Transcribe the data that follows in full. Leave out the pictures.
··· DATASET CONTENT ···
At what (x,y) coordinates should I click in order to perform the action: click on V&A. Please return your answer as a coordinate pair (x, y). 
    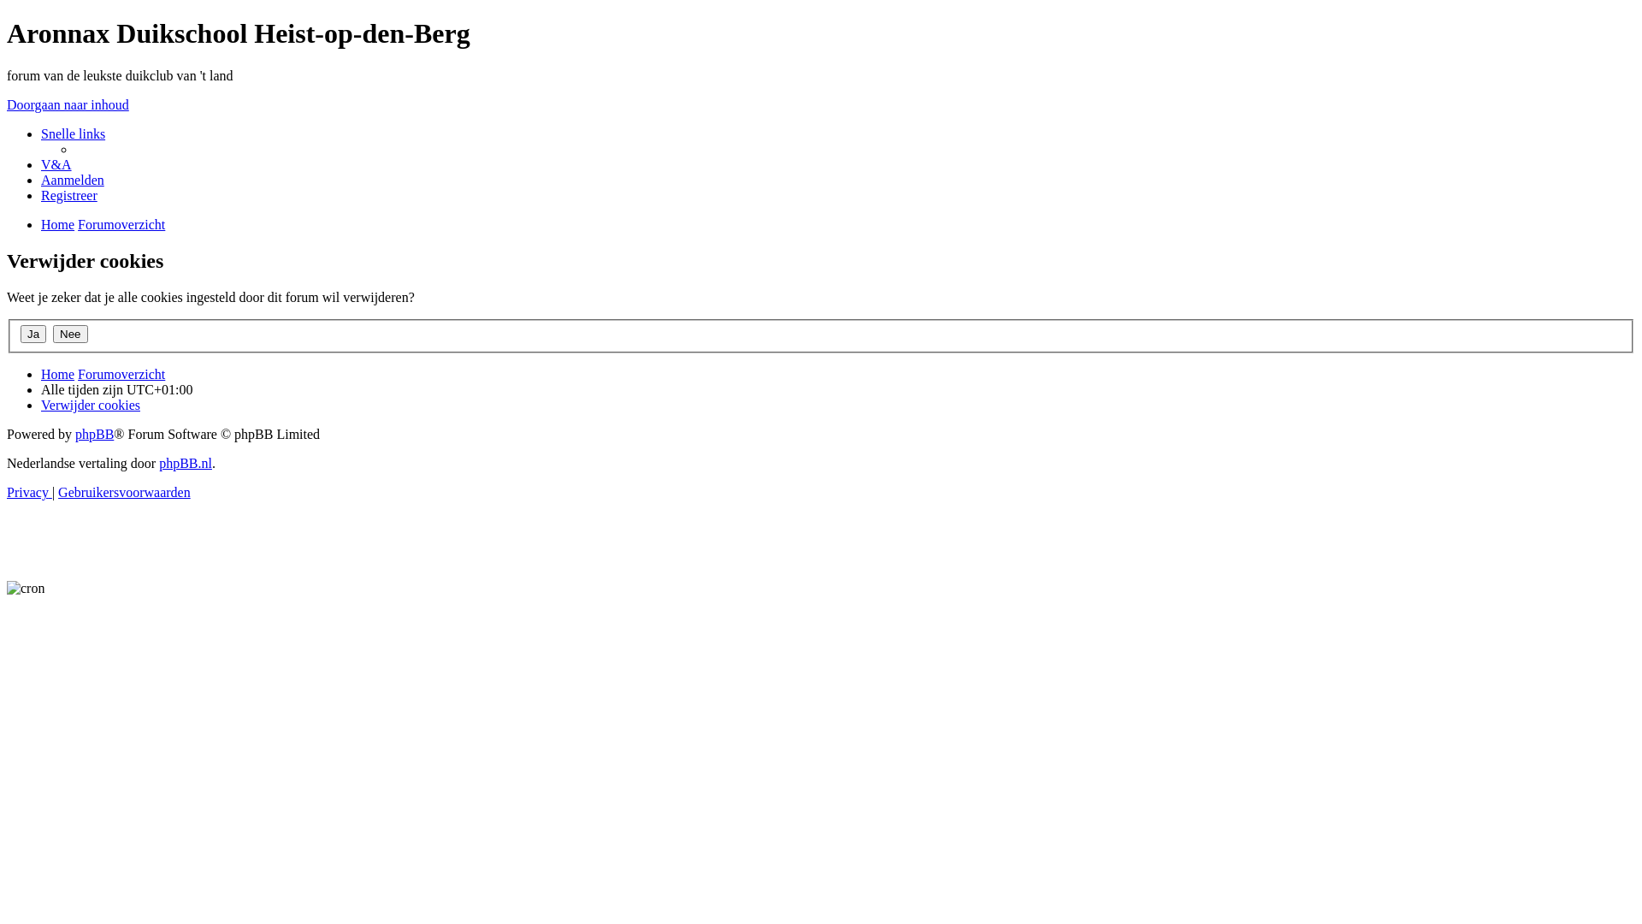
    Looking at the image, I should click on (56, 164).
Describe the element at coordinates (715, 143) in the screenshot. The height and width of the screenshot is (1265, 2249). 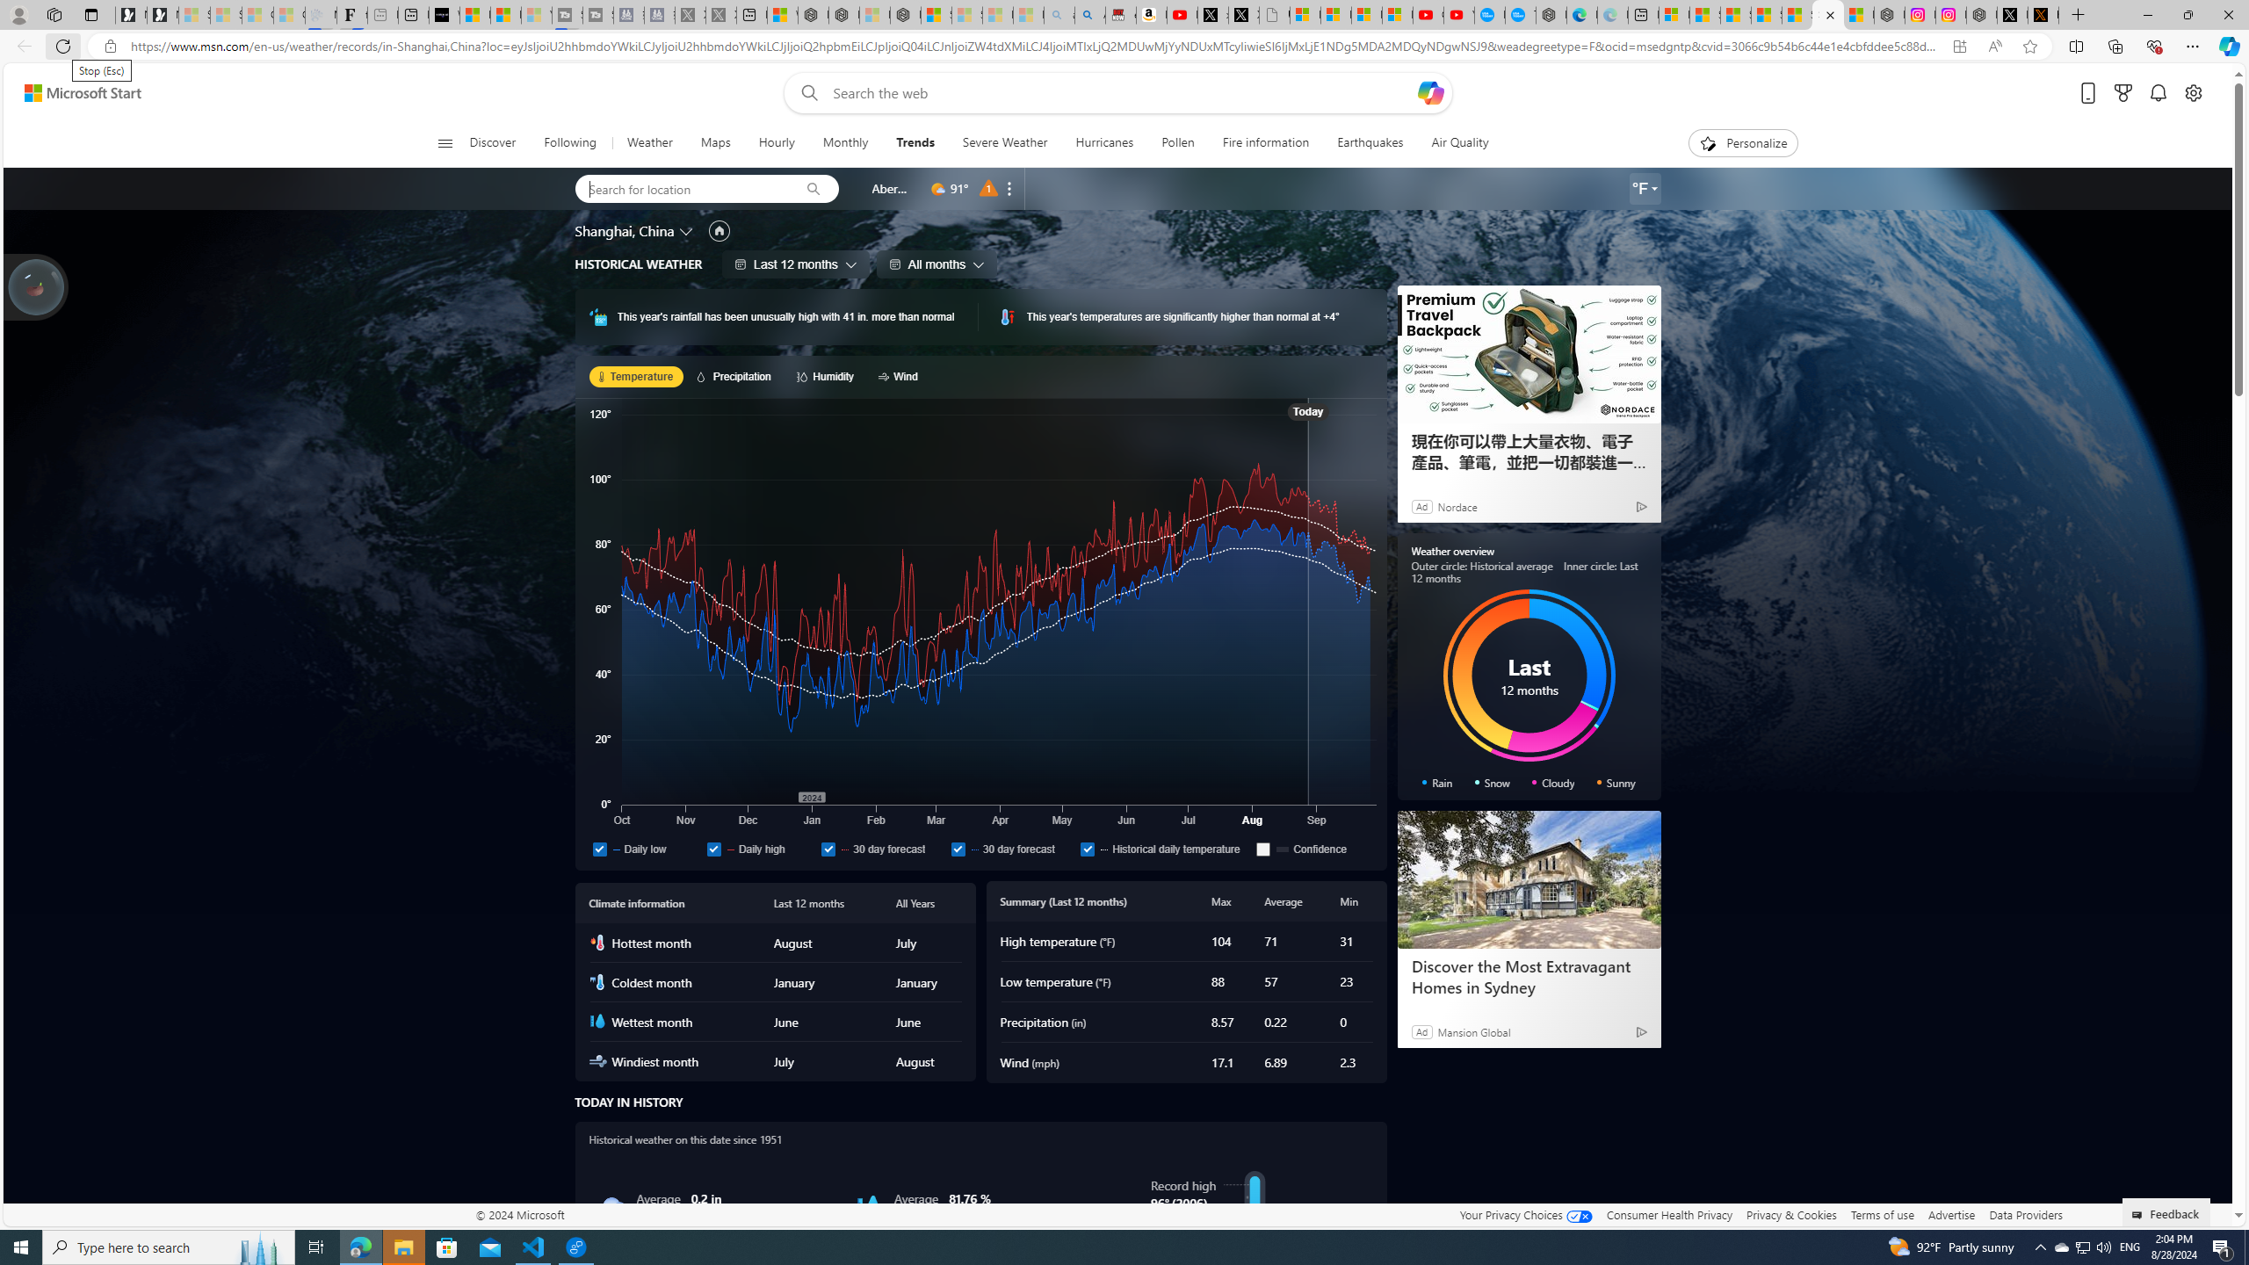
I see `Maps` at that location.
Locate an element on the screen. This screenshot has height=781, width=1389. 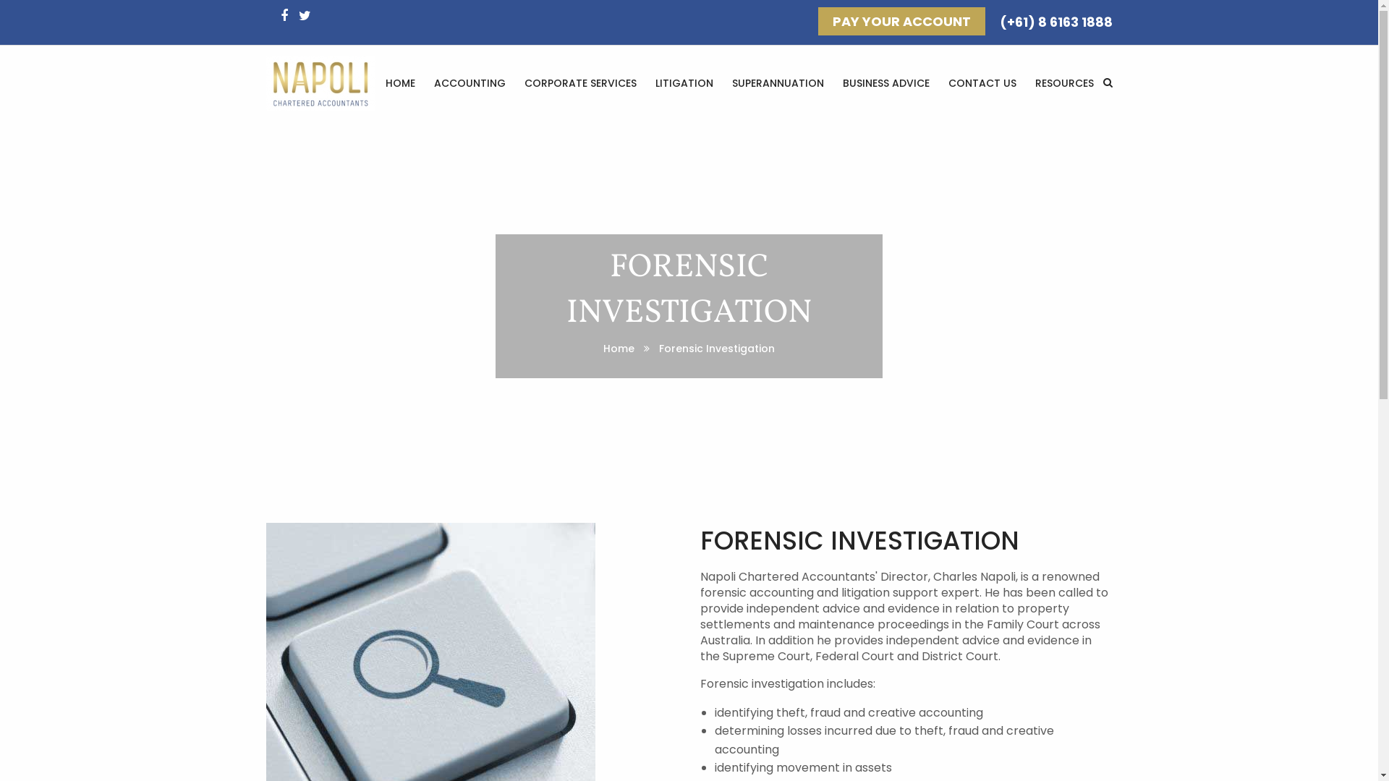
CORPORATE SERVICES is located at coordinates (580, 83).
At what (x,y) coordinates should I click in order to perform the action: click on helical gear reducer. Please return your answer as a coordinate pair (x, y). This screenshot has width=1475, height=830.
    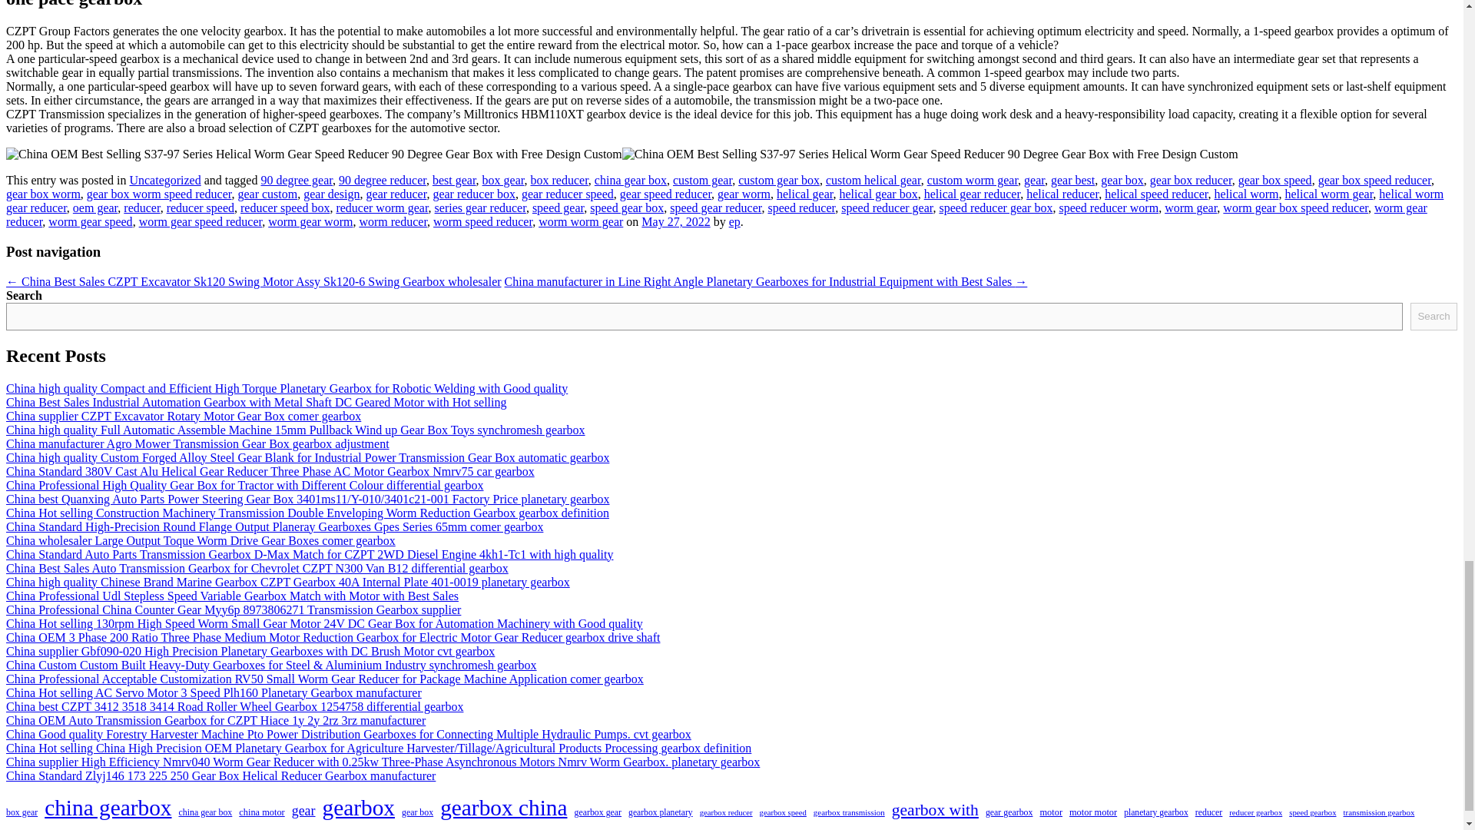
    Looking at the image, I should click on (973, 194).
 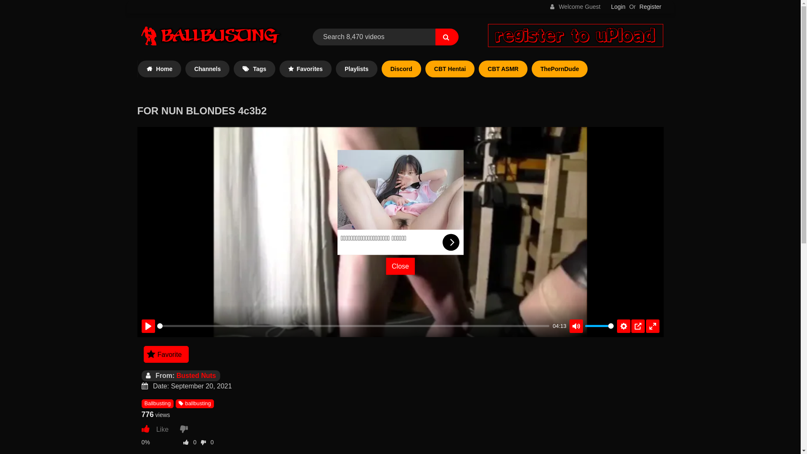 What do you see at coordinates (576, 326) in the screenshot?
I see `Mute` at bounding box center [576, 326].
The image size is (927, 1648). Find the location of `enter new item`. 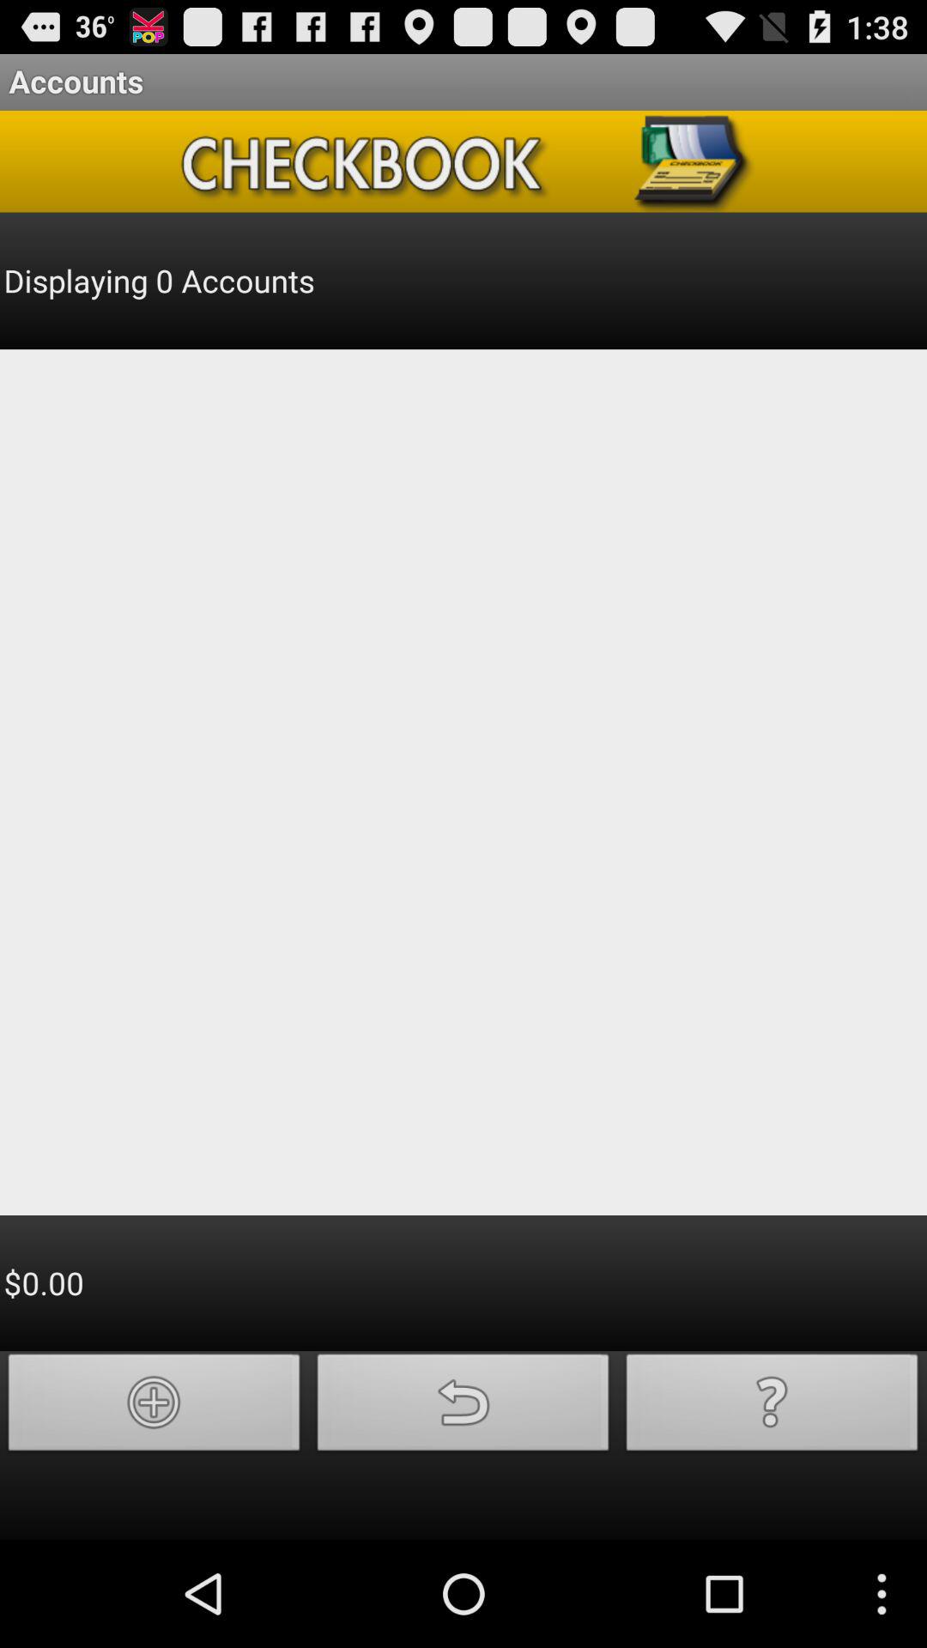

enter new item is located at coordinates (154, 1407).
···
# REPLY
At what (x,y) coordinates should I click in order to perform the action: click on V&A. Please return your answer as a coordinate pair (x, y). 
    Looking at the image, I should click on (56, 164).
Describe the element at coordinates (715, 143) in the screenshot. The height and width of the screenshot is (1265, 2249). 
I see `Maps` at that location.
Locate an element on the screen. This screenshot has height=781, width=1389. 
CORPORATE SERVICES is located at coordinates (580, 83).
At what (x,y) coordinates should I click in order to perform the action: click on helical gear reducer. Please return your answer as a coordinate pair (x, y). This screenshot has width=1475, height=830.
    Looking at the image, I should click on (973, 194).
  What do you see at coordinates (576, 326) in the screenshot?
I see `Mute` at bounding box center [576, 326].
The image size is (927, 1648). Find the location of `enter new item`. 

enter new item is located at coordinates (154, 1407).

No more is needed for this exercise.